In The Fickle "Science" of Lockdowns, Phillip W. Magness and Peter C. Earle review the evidence regarding the effectiveness of lockdowns:
"Follow the science" has been the battle cry of lockdown supporters since the Covid-19 pandemic began. Yet before March 2020, the mainstream scientific community, including the World Health Organization, strongly opposed lockdowns and similar measures against infectious disease.
That judgment came from historical analysis of pandemics and an awareness that society wide restrictions have severe socioeconomic costs and almost entirely speculative benefits. Our pandemic response, premised on lockdowns and closely related "non-pharmaceutical interventions," or NPIs, represented an unprecedented shift in scientific opinion from where it stood a few months before the discovery of Covid-19.
Magness and Earle describe in detail various studies and reports demonstrating that lockdowns are not only ineffective at containing disease but also have harmful effects on society. They note that the empirical evidence regarding lockdowns has not changed since March 2020, and that the reason that public health officials support lockdowns can perhaps best be explained by this analysis from a September 2019 report by Johns Hopkins University's Center for Health Security: "Some NPIs, such as travel restrictions and quarantine, might be pursued for social or political purposes by political leaders, rather than pursued because of public health evidence."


• _Goal of the exercise_
With the pictures omitted, output word for word the lines from the one containing "Describe the element at coordinates (321, 658)" through the end of the records.

• _Data for the task_
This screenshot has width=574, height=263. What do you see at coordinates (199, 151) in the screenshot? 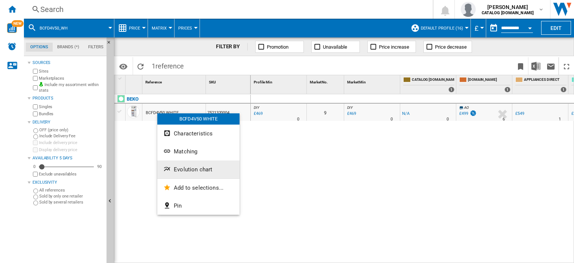
I see `button: Matching` at bounding box center [199, 151].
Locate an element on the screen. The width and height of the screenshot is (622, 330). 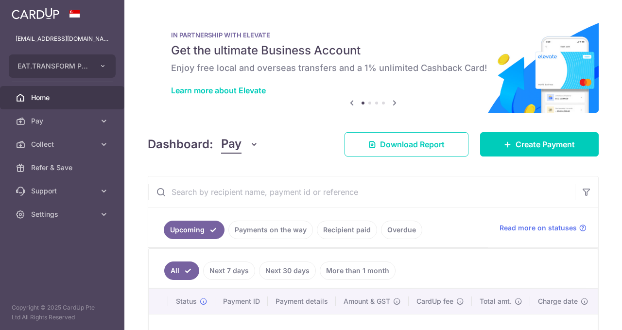
a: Create Payment is located at coordinates (539, 144).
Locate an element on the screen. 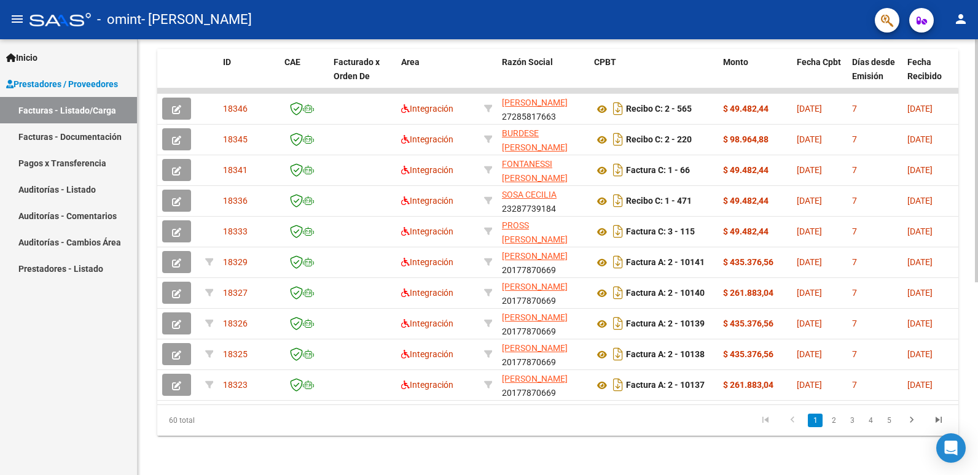  span: Prestadores / Proveedores is located at coordinates (62, 84).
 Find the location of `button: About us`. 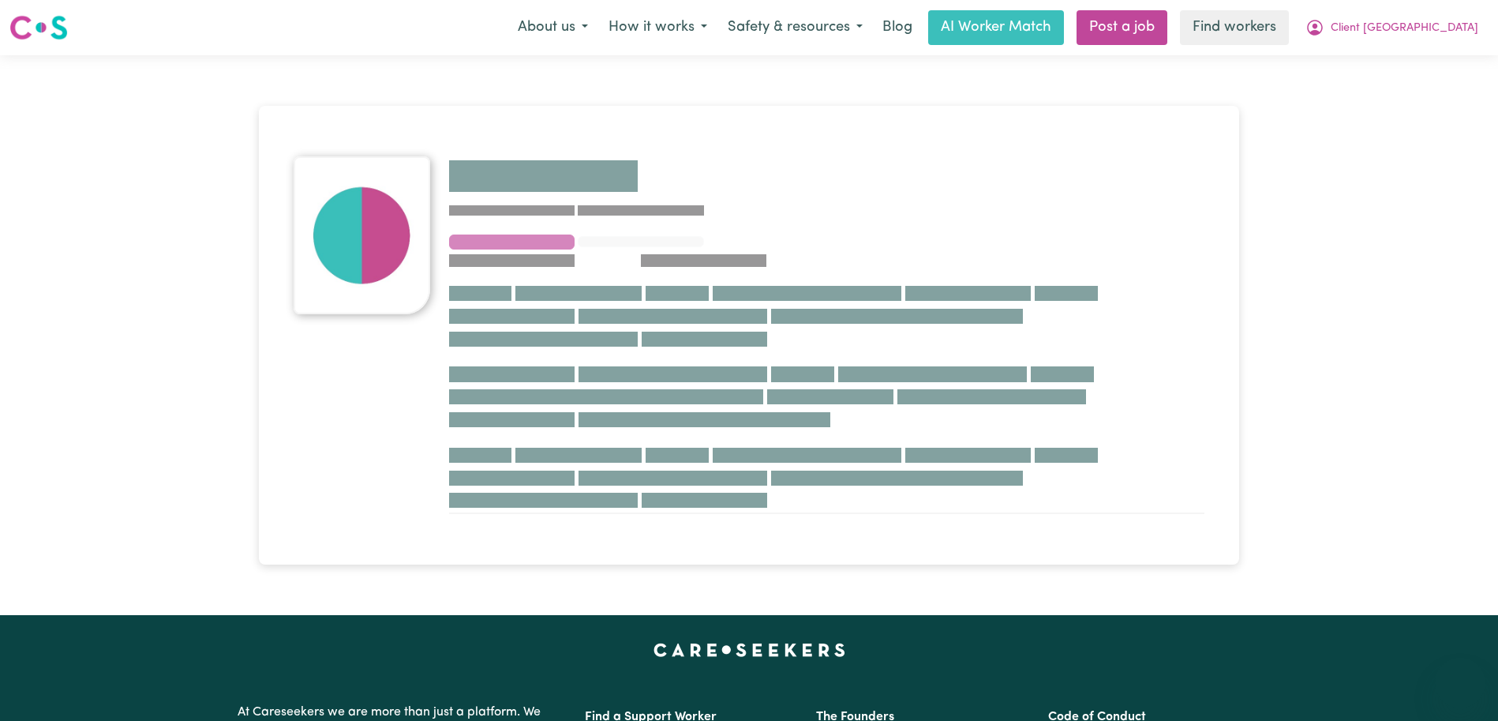

button: About us is located at coordinates (553, 28).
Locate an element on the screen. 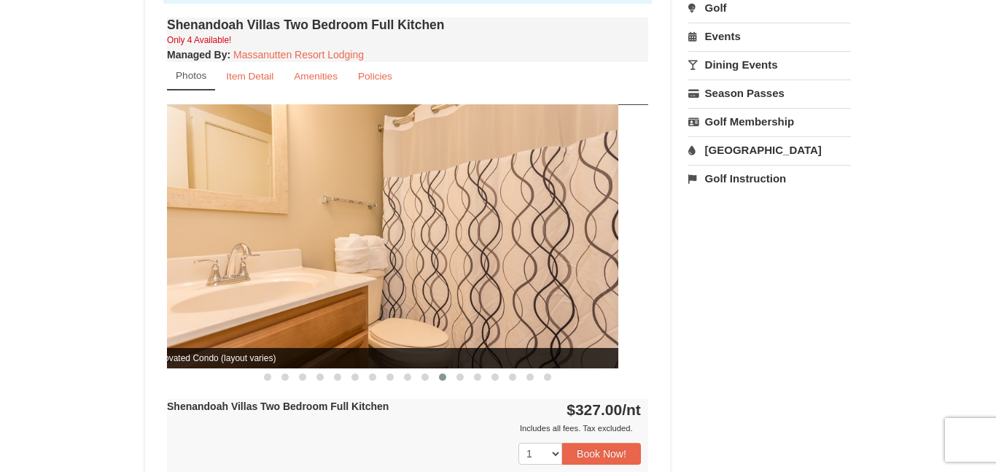 The height and width of the screenshot is (472, 996). img: Renovated Condo (layout varies) is located at coordinates (378, 235).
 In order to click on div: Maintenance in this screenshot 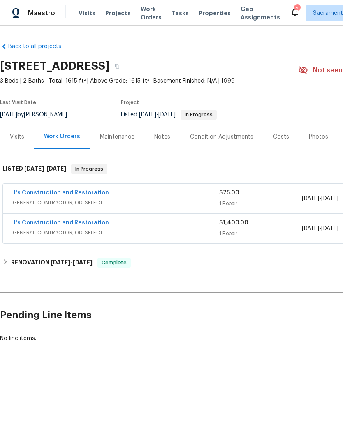, I will do `click(117, 137)`.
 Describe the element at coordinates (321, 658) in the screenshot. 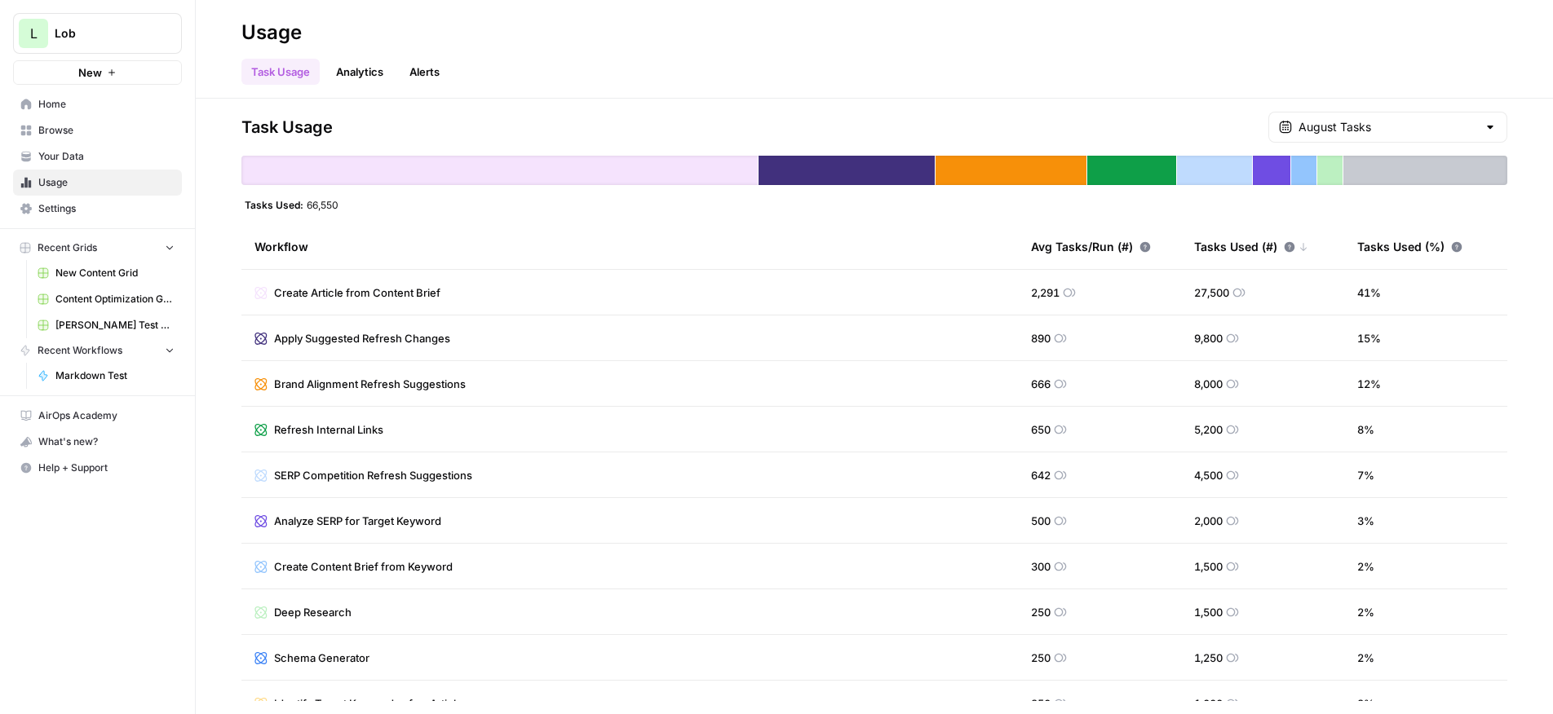

I see `span: Schema Generator` at that location.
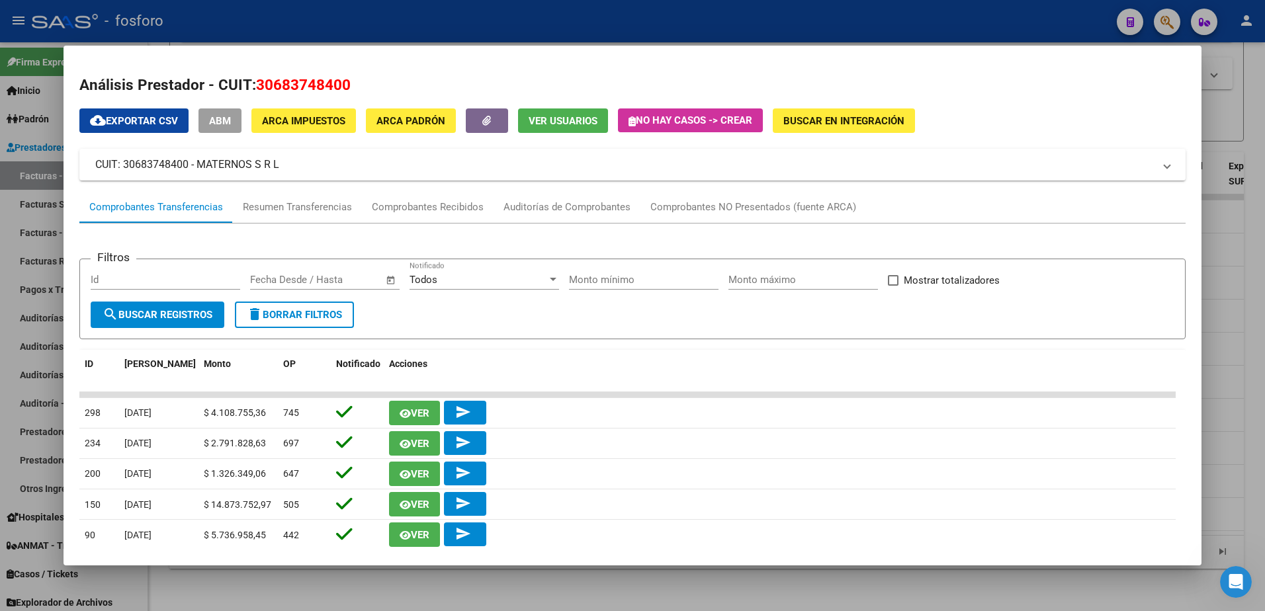 This screenshot has width=1265, height=611. I want to click on span: Monto, so click(217, 364).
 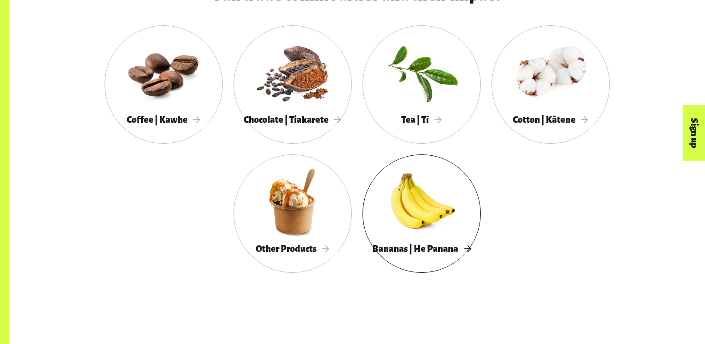 What do you see at coordinates (164, 120) in the screenshot?
I see `span: Coffee | Kawhe` at bounding box center [164, 120].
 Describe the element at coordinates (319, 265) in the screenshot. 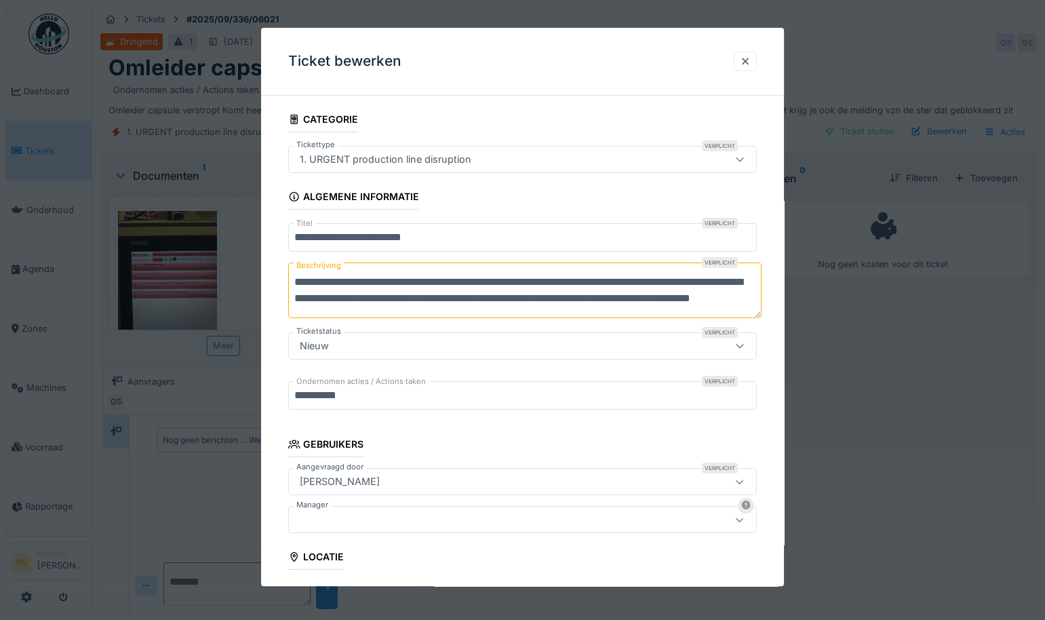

• _Exercise output_
 Describe the element at coordinates (321, 658) in the screenshot. 

I see `span: Schema Generator` at that location.
 This screenshot has width=1265, height=611. I want to click on span: Monto, so click(217, 364).
  What do you see at coordinates (164, 120) in the screenshot?
I see `span: Coffee | Kawhe` at bounding box center [164, 120].
 Describe the element at coordinates (319, 265) in the screenshot. 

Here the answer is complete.